Let the Backbiting Begin

While Barack Obama is getting down to the business of putting together a transition team, the knives are out at the remnants of the McCain campaign, and they’re going after Sarah Palin.

The disputes between the campaigns centered in large part on the Republican National Committee’s $150,000 wardrobe for Ms. Palin and her family, but also on what McCain advisers considered Ms. Palin’s lack of preparation for her disastrous interview with Katie Couric of CBS News and her refusal to take advice from Mr. McCain’s campaign.

But behind those episodes may be a greater subtext: anger within the McCain camp that Ms. Palin harbored political ambitions beyond 2008.

As late as Tuesday night, a McCain adviser said, Ms. Palin was pushing to deliver her own speech just before Mr. McCain’s concession speech, even though vice-presidential nominees do not traditionally speak on election night. But Ms. Palin met up with Mr. McCain with text in hand. She was told no by Mark Salter, one of Mr. McCain’s closest advisers, and Steve Schmidt, Mr. McCain’s top strategist.

Gossip is also leaking out that Ms. Palin was clueless about foreign affairs to the point that she didn’t know that Africa was a continent. That may be, but it also falls into the category of being the typical losing campaign tactic of trying to find a reason they lost other than the fact that they got beat by a better campaign or candidate.

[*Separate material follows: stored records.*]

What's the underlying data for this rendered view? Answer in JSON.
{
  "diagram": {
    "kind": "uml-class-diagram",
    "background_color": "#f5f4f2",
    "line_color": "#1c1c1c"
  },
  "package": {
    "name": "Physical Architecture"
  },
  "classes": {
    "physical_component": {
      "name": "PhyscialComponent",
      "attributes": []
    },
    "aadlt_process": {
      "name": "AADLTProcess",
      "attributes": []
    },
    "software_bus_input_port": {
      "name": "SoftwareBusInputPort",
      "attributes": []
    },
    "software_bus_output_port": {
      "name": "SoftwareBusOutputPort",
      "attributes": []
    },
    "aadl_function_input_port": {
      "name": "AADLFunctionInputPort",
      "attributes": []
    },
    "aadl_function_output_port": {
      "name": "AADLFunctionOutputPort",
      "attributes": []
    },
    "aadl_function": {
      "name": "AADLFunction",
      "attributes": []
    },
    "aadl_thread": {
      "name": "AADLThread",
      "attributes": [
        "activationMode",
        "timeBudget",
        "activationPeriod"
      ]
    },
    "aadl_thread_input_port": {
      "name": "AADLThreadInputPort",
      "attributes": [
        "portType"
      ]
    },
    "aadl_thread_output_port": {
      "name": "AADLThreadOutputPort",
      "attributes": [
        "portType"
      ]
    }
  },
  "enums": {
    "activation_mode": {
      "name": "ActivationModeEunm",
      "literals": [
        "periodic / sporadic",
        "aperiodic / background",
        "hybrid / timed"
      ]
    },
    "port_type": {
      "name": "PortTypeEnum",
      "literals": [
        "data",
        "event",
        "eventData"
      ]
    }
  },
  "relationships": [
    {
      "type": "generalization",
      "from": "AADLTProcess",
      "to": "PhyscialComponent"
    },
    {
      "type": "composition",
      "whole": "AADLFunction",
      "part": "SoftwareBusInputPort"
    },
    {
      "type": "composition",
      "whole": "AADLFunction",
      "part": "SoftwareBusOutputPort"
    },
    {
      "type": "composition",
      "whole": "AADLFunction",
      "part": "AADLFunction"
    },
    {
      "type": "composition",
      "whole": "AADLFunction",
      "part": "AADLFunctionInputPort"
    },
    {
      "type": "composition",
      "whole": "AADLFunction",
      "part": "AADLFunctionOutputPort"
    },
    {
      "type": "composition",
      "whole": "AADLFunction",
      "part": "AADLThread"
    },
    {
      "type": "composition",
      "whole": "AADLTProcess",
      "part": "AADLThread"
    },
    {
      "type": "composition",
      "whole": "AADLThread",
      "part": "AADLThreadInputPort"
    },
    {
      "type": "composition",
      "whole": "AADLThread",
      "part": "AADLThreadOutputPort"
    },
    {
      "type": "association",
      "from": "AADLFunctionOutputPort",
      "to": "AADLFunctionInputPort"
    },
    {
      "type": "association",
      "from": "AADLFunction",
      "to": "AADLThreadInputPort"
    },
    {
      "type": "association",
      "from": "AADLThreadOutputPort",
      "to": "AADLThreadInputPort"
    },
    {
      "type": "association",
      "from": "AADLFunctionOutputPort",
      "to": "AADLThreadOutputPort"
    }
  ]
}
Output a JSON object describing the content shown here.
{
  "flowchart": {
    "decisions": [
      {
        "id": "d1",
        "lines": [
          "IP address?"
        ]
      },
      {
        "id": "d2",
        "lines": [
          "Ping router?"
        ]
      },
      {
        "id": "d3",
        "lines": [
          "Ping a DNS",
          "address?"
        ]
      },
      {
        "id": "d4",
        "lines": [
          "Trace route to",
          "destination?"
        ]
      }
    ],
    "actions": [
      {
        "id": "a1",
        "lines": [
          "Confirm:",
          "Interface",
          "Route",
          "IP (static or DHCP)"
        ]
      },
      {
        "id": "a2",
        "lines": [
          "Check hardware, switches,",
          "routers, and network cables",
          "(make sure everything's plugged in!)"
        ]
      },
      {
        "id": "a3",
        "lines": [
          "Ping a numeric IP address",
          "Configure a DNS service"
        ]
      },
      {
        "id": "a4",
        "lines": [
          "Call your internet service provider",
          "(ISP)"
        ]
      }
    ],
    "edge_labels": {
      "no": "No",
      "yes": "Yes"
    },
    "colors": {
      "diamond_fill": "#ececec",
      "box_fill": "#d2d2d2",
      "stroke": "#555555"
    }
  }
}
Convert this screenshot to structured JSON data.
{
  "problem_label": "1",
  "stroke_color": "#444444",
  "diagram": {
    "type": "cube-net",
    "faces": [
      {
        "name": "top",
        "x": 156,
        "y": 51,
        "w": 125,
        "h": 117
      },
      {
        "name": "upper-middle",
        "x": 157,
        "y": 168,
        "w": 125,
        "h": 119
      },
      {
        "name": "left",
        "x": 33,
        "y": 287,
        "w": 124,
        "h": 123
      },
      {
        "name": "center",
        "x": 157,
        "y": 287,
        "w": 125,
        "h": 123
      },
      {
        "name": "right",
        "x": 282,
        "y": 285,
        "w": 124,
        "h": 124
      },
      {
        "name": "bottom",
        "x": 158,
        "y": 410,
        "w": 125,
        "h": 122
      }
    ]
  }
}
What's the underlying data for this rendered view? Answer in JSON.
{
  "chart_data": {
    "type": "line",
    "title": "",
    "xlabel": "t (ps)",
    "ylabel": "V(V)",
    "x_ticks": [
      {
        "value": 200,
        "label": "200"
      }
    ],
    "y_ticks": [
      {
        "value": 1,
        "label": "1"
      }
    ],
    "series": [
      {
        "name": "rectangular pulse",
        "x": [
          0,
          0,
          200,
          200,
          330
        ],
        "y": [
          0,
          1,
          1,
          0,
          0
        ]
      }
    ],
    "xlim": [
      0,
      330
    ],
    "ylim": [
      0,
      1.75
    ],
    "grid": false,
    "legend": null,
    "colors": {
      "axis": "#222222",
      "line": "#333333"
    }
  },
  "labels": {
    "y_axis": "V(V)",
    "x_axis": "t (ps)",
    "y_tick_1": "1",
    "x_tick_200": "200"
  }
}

The talking point so far has been that the Wall Street collapse was to blame, but that isn’t going over so well, and the inevitable backbiting as in putting out stories that Ms. Palin was a diva and her family was like something out of The Beverly Hillbillies (to the point that someone in the McCain camp referred to them as “the Wasilla hillbillies”) is likely to draw more attention.

What it really comes down to is that after twenty months of pouring their heart and soul into winning the election and then seeing it all come to an end — and not a pleasant one — the folks in the McCain campaign are going through the grieving process: anger, bargaining, etc. You can expect to hear nasty stories from inside the campaign for a while, and they’ll continue to be of the petty and cranky variety.

Believe it or not, the people in the Obama campaign are feeling something of the same; after all their work, it’s over and there are a lot of people who are out of work and have to find something to do. Their loss, however, is tempered by the fact that they won.